Stored data
......

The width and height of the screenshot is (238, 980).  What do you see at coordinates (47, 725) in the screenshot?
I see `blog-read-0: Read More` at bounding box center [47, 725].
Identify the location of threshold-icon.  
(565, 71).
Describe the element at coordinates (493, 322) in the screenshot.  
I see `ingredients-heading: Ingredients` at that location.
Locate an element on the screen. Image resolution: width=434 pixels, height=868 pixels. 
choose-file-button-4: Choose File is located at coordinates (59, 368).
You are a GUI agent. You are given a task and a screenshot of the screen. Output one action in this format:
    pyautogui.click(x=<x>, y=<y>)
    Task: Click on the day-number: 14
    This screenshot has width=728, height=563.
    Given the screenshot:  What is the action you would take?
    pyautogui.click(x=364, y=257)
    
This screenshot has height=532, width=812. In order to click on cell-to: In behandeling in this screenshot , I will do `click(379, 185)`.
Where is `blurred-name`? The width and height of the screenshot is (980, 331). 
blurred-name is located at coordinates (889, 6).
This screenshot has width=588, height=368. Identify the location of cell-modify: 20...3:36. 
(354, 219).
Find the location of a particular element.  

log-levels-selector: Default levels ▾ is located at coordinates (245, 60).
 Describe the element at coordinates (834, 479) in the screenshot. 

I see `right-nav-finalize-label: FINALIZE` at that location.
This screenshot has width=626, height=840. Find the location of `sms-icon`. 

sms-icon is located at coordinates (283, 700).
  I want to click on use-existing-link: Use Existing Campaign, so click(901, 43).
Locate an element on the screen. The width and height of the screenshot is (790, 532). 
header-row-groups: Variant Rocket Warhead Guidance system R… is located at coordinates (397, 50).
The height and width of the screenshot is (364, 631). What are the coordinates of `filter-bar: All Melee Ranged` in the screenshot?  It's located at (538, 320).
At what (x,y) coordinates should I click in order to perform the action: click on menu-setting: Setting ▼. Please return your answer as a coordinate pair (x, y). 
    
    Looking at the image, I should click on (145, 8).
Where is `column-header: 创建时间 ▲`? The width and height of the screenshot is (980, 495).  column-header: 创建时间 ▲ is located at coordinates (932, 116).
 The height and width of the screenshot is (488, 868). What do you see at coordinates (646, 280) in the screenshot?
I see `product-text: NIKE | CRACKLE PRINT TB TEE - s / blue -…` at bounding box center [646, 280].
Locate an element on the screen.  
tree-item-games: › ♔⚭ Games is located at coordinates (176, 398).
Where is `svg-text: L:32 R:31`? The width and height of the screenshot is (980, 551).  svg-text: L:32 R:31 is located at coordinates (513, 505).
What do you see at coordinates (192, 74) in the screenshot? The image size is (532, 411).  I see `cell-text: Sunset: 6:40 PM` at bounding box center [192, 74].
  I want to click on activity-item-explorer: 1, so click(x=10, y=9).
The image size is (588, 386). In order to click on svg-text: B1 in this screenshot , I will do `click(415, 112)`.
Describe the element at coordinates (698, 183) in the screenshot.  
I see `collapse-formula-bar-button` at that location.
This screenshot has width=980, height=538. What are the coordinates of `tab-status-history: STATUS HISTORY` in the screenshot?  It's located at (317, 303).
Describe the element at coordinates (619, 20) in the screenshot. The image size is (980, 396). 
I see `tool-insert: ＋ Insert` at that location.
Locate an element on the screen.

......

▸ **Task description**: Copy out every line in the entries above that holds "will".

▸ **Finished exercise**:
This screenshot has height=532, width=812. In order to click on cell-to: In behandeling in this screenshot , I will do `click(379, 185)`.
The image size is (588, 386). In order to click on svg-text: B1 in this screenshot , I will do `click(415, 112)`.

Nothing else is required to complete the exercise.